In America the depression of commerce and industry resulting from the war Depression in America with England continued unabated. To relieve the situation, the Secretary of the Treasury, A.J. Dallas, proposed as a measure of relief the chartering of a new national bank with increased capital and enlarged powers and the readjustment of the tariff by the imposition of higher duties. The bank was Financial relief measures chartered for twenty-one years with a capital of $35,000,000, a portion of the stock to be owned by the government and the institution to have in its management five government directors in a board of twenty-five. The tariff policy of Madison was sustained by the Southern party and opposed by the Federalists, especially in New England. Thus it became more a question of sectional interests than of abstract political economy. The capital of New England was invested in shipping, so that the exclusion of articles of foreign production was bound to injure, by a high tariff, New England's Tariff vs. Free Trade carrying trade. On its part, the South sought to establish a home market for its cotton—almost the only staple of the Gulf States. Efforts were made to encourage the domestic manufacture of those coarse fabrics which were indispensable in a slave-holding region. The question thus grew into a struggle between slave labor and free trade. The free-trade party was led by Daniel Webster, and the tariff party by Calhoun. During the first year of the new tariff the value of foreign imports fell off about thirty-two per cent. In the adjustment of capital and trade to an enforced industrial policy, the American people passed through a commercial crisis which Changes in New England paralyzed the flourishing sea-ports of the New England coast. Newburyport, Salem, Plymouth, New London, Newport, and intermediate places sank from lucrative commercial centres into insignificant towns. Manchester, Lowell, Fall River, Pawtucket, Waterbury and other New England cities on the other hand became great manufacturing places.
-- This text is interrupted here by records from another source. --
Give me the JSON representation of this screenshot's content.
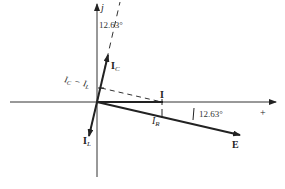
{
  "diagram": {
    "type": "phasor-diagram",
    "axes": {
      "imaginary_label": "j",
      "real_positive_label": "+"
    },
    "phasors": [
      {
        "id": "IC",
        "label_main": "I",
        "label_sub": "C",
        "bold": true
      },
      {
        "id": "IL",
        "label_main": "I",
        "label_sub": "L",
        "bold": true
      },
      {
        "id": "I",
        "label_main": "I",
        "label_sub": "",
        "bold": true
      },
      {
        "id": "IR",
        "label_main": "I",
        "label_sub": "R",
        "bold": false
      },
      {
        "id": "E",
        "label_main": "E",
        "label_sub": "",
        "bold": true
      }
    ],
    "difference_label": {
      "a_main": "I",
      "a_sub": "C",
      "op": "−",
      "b_main": "I",
      "b_sub": "L"
    },
    "angles": {
      "upper": "12.63°",
      "lower": "12.63°"
    },
    "colors": {
      "ink": "#222222",
      "background": "#ffffff"
    }
  }
}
The Fourteenth American Congress, under the leadership of Clay, imposed a protective tariff of about twenty-five per cent on imported cotton and woollen goods, with specific duties on coal and iron. The average duties on imports amounted almost to prohibition. Late in the year Indiana was admitted as the nineteenth State.
The tranquillity of the end of Madison's administration was broken by new troubles with the southern Indians. General Jackson by his impulsive manner of dealing with the Indians of Florida nearly forced the United States into a war with Spain and England. The Indians had reason to complain of the injustice that had marked their treatment by the whites. Florida had become a refuge for runaway slaves from Georgia and South Carolina. The treaty of 1814 was repudiated by many of the Creeks, who resented the new settlements of the whites. Those who were most dissatisfied made common cause with the Seminoles. For a year, General Gaines, in command at the frontier, complained to the authorities at Washington of the conduct of the Indians and Spaniards. General Jackson, to War with Florida Indians whom the matter was referred, wrote to Gaines that the forts standing in Spanish territory "ought to be blown off the face of the earth, regardless of the ground they stand on." In July, a detachment of men and gunboats under Colonel Church advanced upon Fort Negro. A shot from one of the boats blew up the powder magazine. The fort was laid in ruins. Of the 324 inmates 270 were killed. Most of the survivors were wounded.
During this year, the "Washington," the first American line-of-battle ship put to sea with seventy-four guns on her decks. The first American rolling mill and plant for puddling iron-ore were built at Red Stone Bank in Pennsylvania. Bishop Asbury, the founder of Methodism in the United States, preached his last sermon at Richmond, Virginia. During the same year he Death of Gouverneur Morris died at the age of seventy-one. Other noted Americans who died this year were Gouverneur Morris of New York, and Spaulding, the reputed author of the book of Mormon.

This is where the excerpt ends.